- This is the minimum wage proposal Mayor Ed Murray put forth today. Is it complicated? Yes. Can we explain it? We'll try.
• The difference between large and small business is indeed 500 full-time employees, (this includes employees nationally, not just in Seattle)
• At large businesses, employees who don't receive employer-paid health care hit the $15 wage in three years, while employees who receive health care hit $15 in four years
• Small businesses hit the $15 wage in seven years. In addition, over the first five years, a "temporary compensation responsibility" will be established that includes a combination of tips, health care and wages. That sounds really complicated; check out that wage table and we'll unpack it further later today.
• Once the first job category hits $15, it starts adjusting based on CPI; in the case of the later categories adjustment happens a little faster so as to catch up with that first category. Everyone reaches the same wage in 2025, which at that point will be $18.13 an hour.
Committee co-chair and SEIU 775 president David Rolf championed the deal as the result of a worker movement. "We're entering our fourth decade of wageless economic growth in America," he pointed out, "and our 14th year of jobless economic growth... Americans are saying, 'Enough is enough.'" He recalled the beginning of last summer's fast-food strikes, mentioning by name Caroline Durocher, the first Seattle employee to kick off those fast-food strikes in May 2013. All over the city, said Rolf, "fast food workers, unprotected by a union, walked off the job." Now their demand for a $15 minimum wage is, in one form or another, at city hall.

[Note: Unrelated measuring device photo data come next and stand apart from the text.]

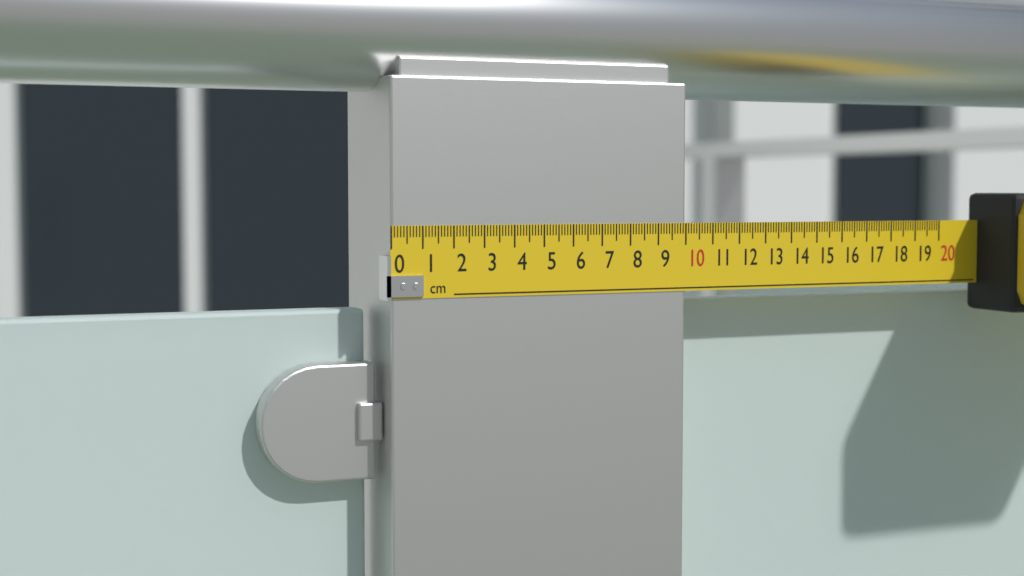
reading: 10.0 cm
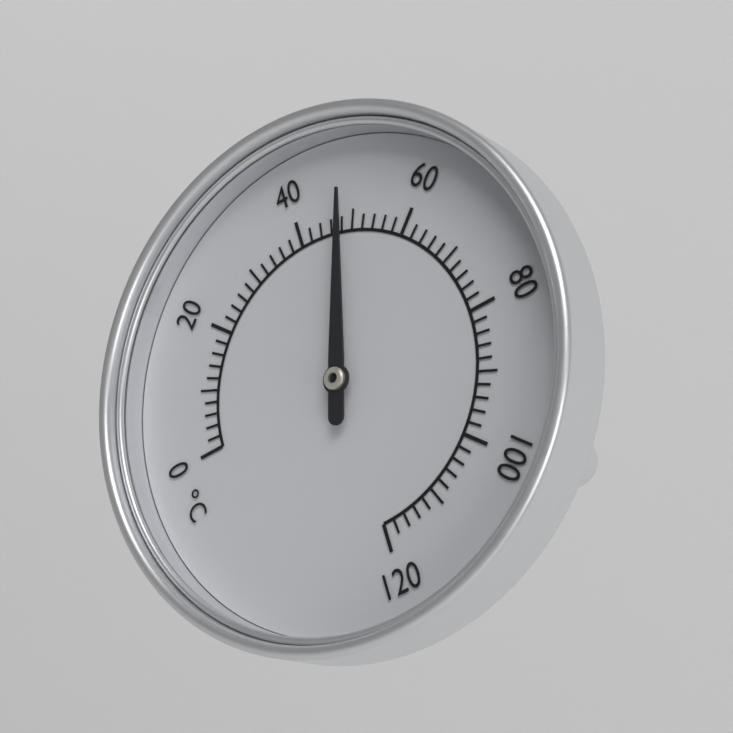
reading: 48 °C
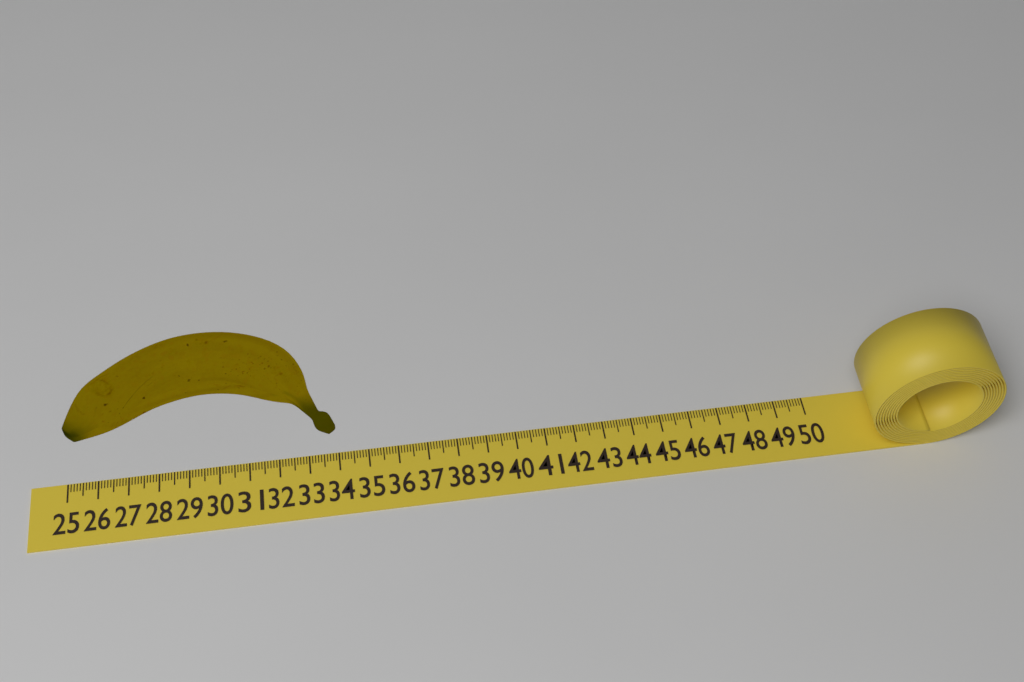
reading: 34.0 (no unit)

And a coalition of progressive organizations has come together to support this plan wholeheartedly, even though it seems like a much larger compromise on the part of workers than on business.

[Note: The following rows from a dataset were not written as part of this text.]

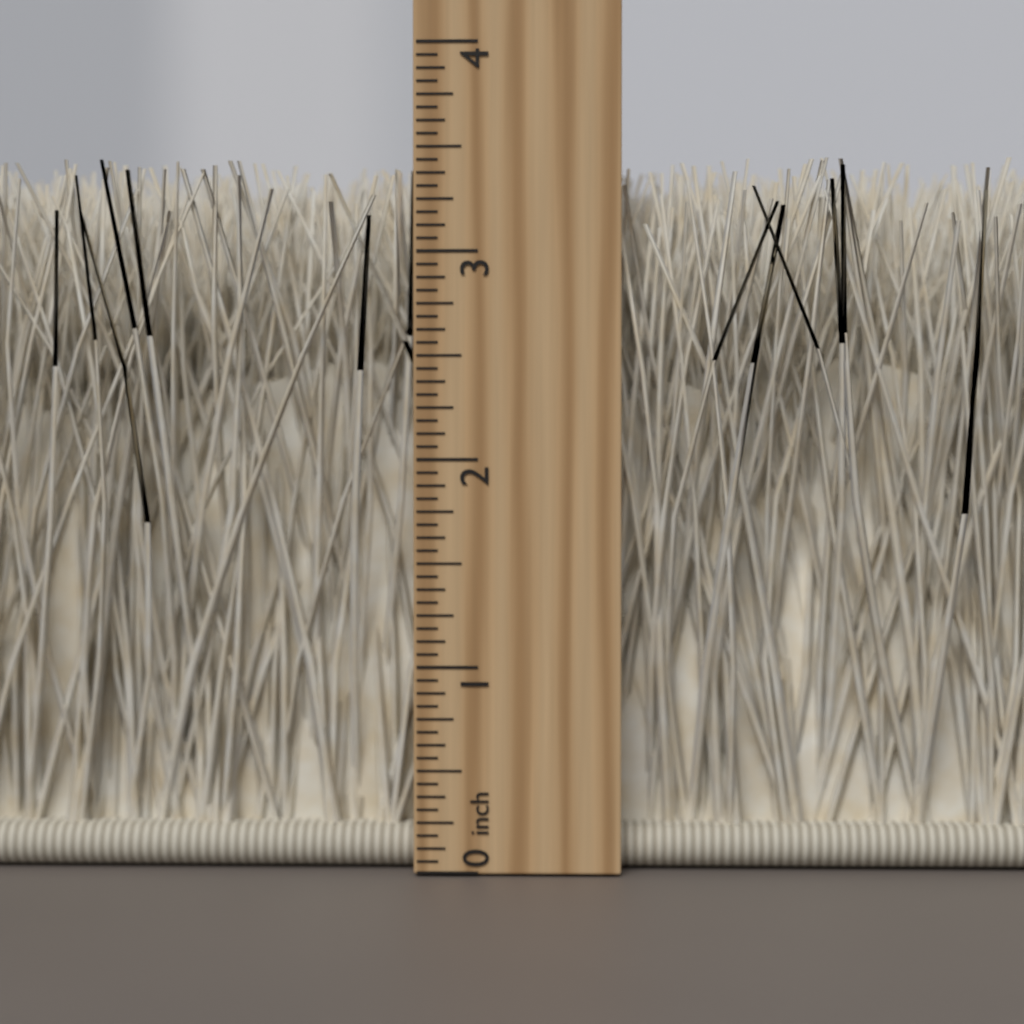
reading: 3.4375 inch
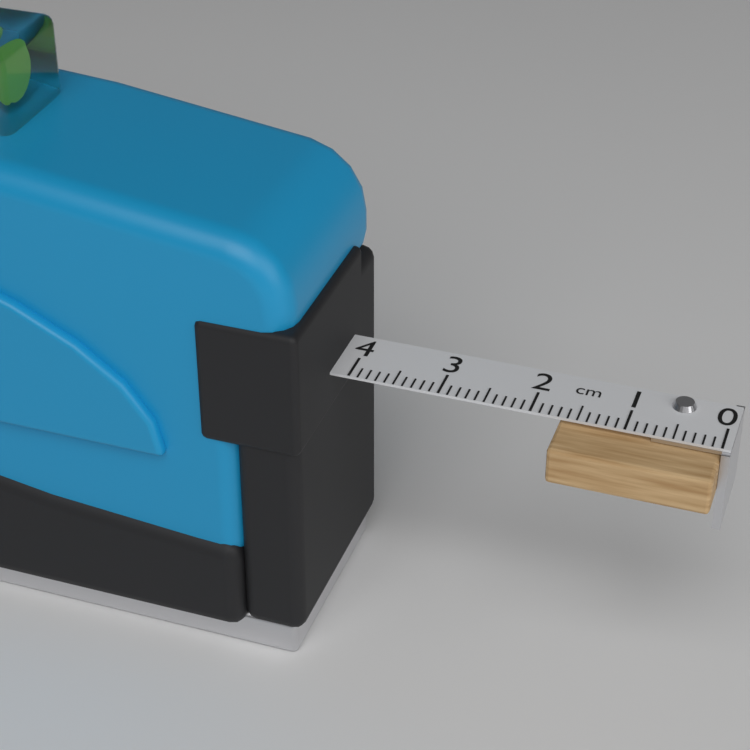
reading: 1.7 cm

But interestingly, while committee co-chair Howard Wright says he thinks "most of the employer community will be happy with this," it's notable that it's mainly people on the business side who haven't signed on to this plan. Murray clarified after questions that there was one no vote, one abstention, and one unknown vote on this plan from his committee members. The no came from Craig Dawson of Retail Lockbox; the abstention from Maud Daudon of the Seattle Metropolitan Chamber of Commerce. (The unknown? Kshama Sawant, who will hold her own press conference in mere moments.)
Will fierce lobbying from business interests water it down even further in city council? Representing council, Nick Licata said that while this wasn't an "ideal" proposal, it was an "awesome victory" for the 100,000 Seattle workers who currently make less than $15 an hour. But no other council members were in the room; both Bruce Harrell and Kshama Sawant are on this committee. Licata said that legislators do like to get their "fingerprints" on a plan like this, but he thought it could pass. Without more council voices, that's not clear.

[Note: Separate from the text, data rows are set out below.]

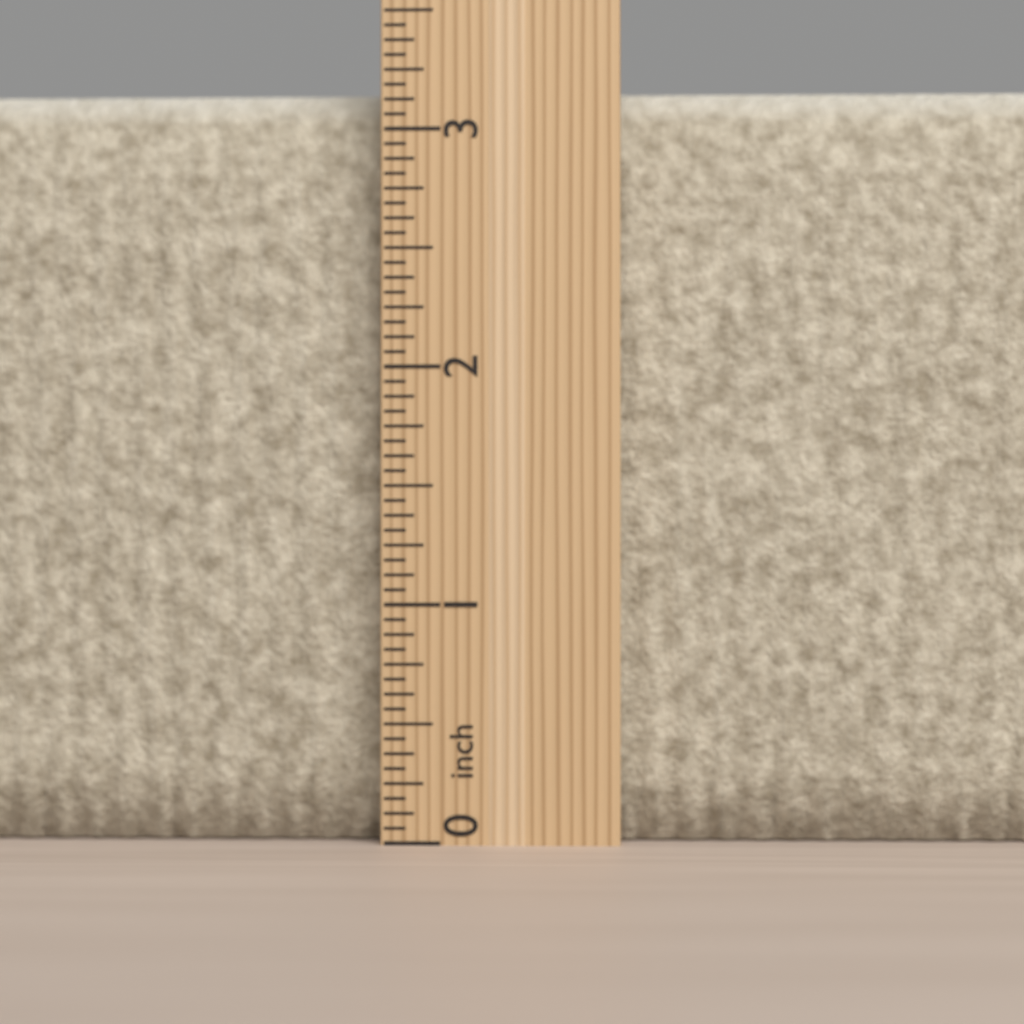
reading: 3.1875 inch
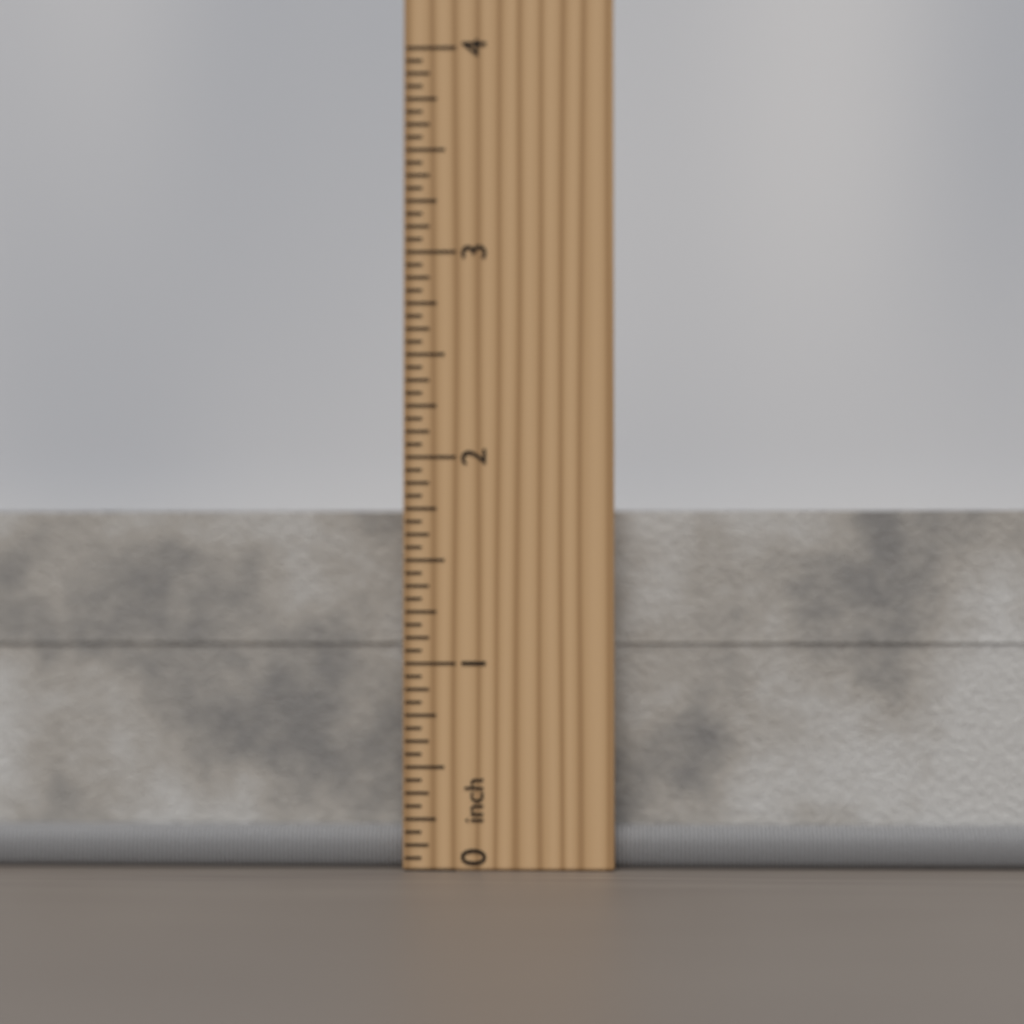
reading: 1.7500 inch
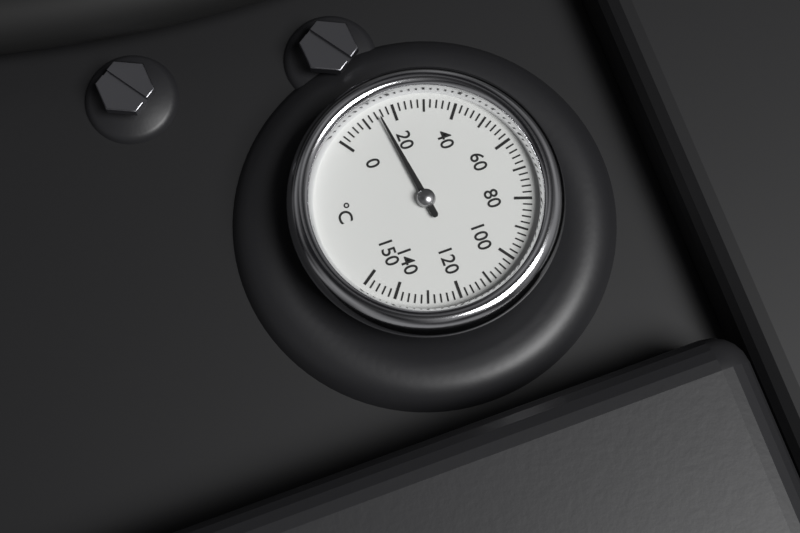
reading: 15 °C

Murray, for his part, said he believes this compromise will avoid a major fight at the ballot, but the jury's still out on that, since different sides still have time to file initiatives and collect signatures. In fact, one group is already promising opposition to this plan: Kathrina Tugadi, of the group Forward Seattle, says they'll file their initiative in the next 10 days. This plan is way too complicated, says Tugadi, and "seven years is too long." Her plan? "$12.50 in five years for everyone, no exceptions, no total compensation, no tips... It's simple, and it protects the smallest businesses." They may not actually send that to the ballot, Tugadi notes, depending on what happens in city council.
Meanwhile, a crush of reporters sat down with the mayor's policy wonks to try and figure out just what the hell that table up there really means. We'll be breaking it down further over the course of the day, but it's important to remember: If this room can't readily figure out a wage schedule this complicated, how are employers and employees supposed to? The mayor and council have promised robust enforcement from a soon-to-be created city labor standards enforcement office. But with a wage schedule that has two to four different wages going for a full decade, it'll have to be pretty goddamn robust.